> Java, with its faults, has completely conquered web application programming. On the sidelines, charging hard, new languages are being invented at a rate that is mind-blowing, to also conquer web application programming. The two are pitted together, and we’re left with what looks a bunch of preppy mall-kids battling for street territory by break dancing. And while everyone is bickering around whether PHP or Rails 3.1 runs faster and can serve more simultaneous requests, there lurks a silent elephant in the room, which is laughing quietly as we duke it out in childish arguments over syntax and runtimes.
Nice job writing a 1000 word article about Java and web application programming without mentioning the elephant in the room C# with ASP.NET
I've seen small and medium shops move over to or adopt C# at a very high rate(for internal web apps) in the past 5 years. .NET is big in the government too and C# is adding nice feaures that Java has either no equivalent or a poor implementation not to mentions technologies like ASP.NET MVC.
THAT is what is eating Java's lunch more than anything else.
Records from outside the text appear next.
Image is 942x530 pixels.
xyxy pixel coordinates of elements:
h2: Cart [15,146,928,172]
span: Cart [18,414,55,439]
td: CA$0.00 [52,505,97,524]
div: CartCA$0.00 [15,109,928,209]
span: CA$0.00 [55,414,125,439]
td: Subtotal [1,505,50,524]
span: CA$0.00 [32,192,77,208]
It boggles the mind how someone could write a whole essay on this topic without mentioning C#/ASP.NET. I think that's a symptom of reading popular blogs around the internet which talk only about things like PHP/Ruby/Python etc. but comes across as incredibly shortsighted.
The problem with C# is that it's tied to Microsoft, and we're already seeing what can come of that with developers wondering if .NET is a first-class Windows 8 development platform or has been relegated to legacy status and supplanted by HTML5. Microsoft is remaining silent.
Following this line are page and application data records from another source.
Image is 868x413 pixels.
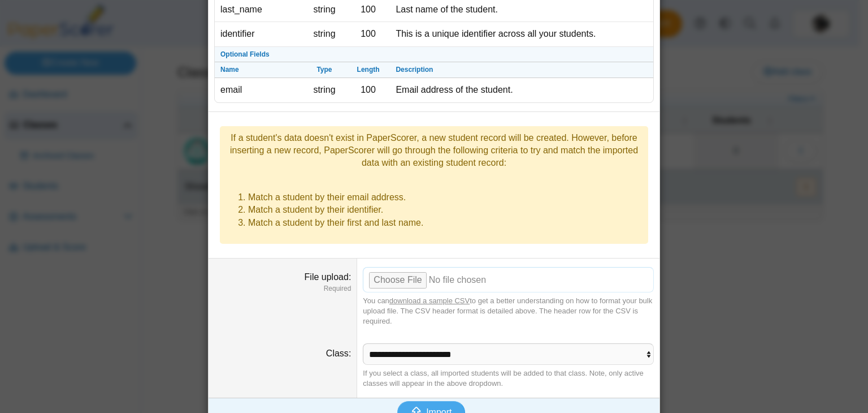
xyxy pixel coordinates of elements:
[226,132,642,169] div: If a student's data doesn't exist in PaperScorer, a new student record will be created. However, ...
[390,62,653,78] th: Description
[303,62,347,78] th: Type
[215,78,303,102] td: email
[215,47,653,63] th: Optional Fields
[363,296,654,327] div: You can to get a better understanding on how to format your bulk upload file. The CSV header form...
[303,22,347,47] td: string
[215,22,303,47] td: identifier
[248,192,642,204] li: Match a student by their email address.
[390,78,653,102] td: Email address of the student.
[303,78,347,102] td: string
[347,22,391,47] td: 100
[304,272,351,281] label: File upload
[363,368,654,389] div: If you select a class, all imported students will be added to that class. Note, only active class...
[347,62,391,78] th: Length
[347,78,391,102] td: 100
[248,217,642,229] li: Match a student by their first and last name.
[215,62,303,78] th: Name
[214,284,351,294] dfn: Required
[326,349,351,358] label: Class
[390,22,653,47] td: This is a unique identifier across all your students.
[248,204,642,216] li: Match a student by their identifier.
[389,296,469,305] a: download a sample CSV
Mono doesn't get close to .NET, even in versions and in implemented functionality, there's always missing something. Writing a serious web application in asp.net is not the same as writing a serious web application in mono.
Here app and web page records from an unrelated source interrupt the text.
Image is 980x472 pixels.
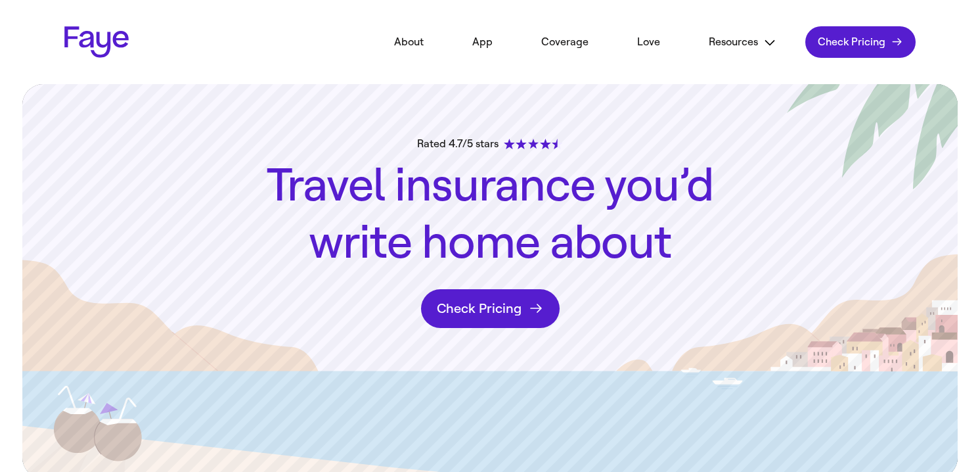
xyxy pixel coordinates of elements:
[689,28,796,57] button: Resources
[421,289,560,328] a: Check Pricing
[417,136,563,152] div: Rated 4.7/5 stars
[818,35,885,49] span: Check Pricing
[374,28,443,56] a: About
[618,28,680,56] a: Love
[253,157,727,272] h1: Travel insurance you’d write home about
[452,28,513,56] a: App
[65,26,128,58] a: Faye Logo
[805,26,915,58] a: Check Pricing
[522,28,608,56] a: Coverage
[437,301,522,317] span: Check Pricing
Nice job writing a 1000 word article about Java and web application programming without mentioning the elephant in the room C# with ASP.NET
I've seen small and medium shops move over to or adopt C# at a very high rate(for internal web apps) in the past 5 years. .NET is big in the government too and C# is adding nice feaures that Java has either no equivalent or a poor implementation not to mentions technologies like ASP.NET MVC.
THAT is what is eating Java's lunch more than anything else. It boggles the mind how someone could write a whole essay on this topic without mentioning C#/ASP.NET. I think that's a symptom of reading popular blogs around the internet which talk only about things like PHP/Ruby/Python etc. but comes across as incredibly shortsighted.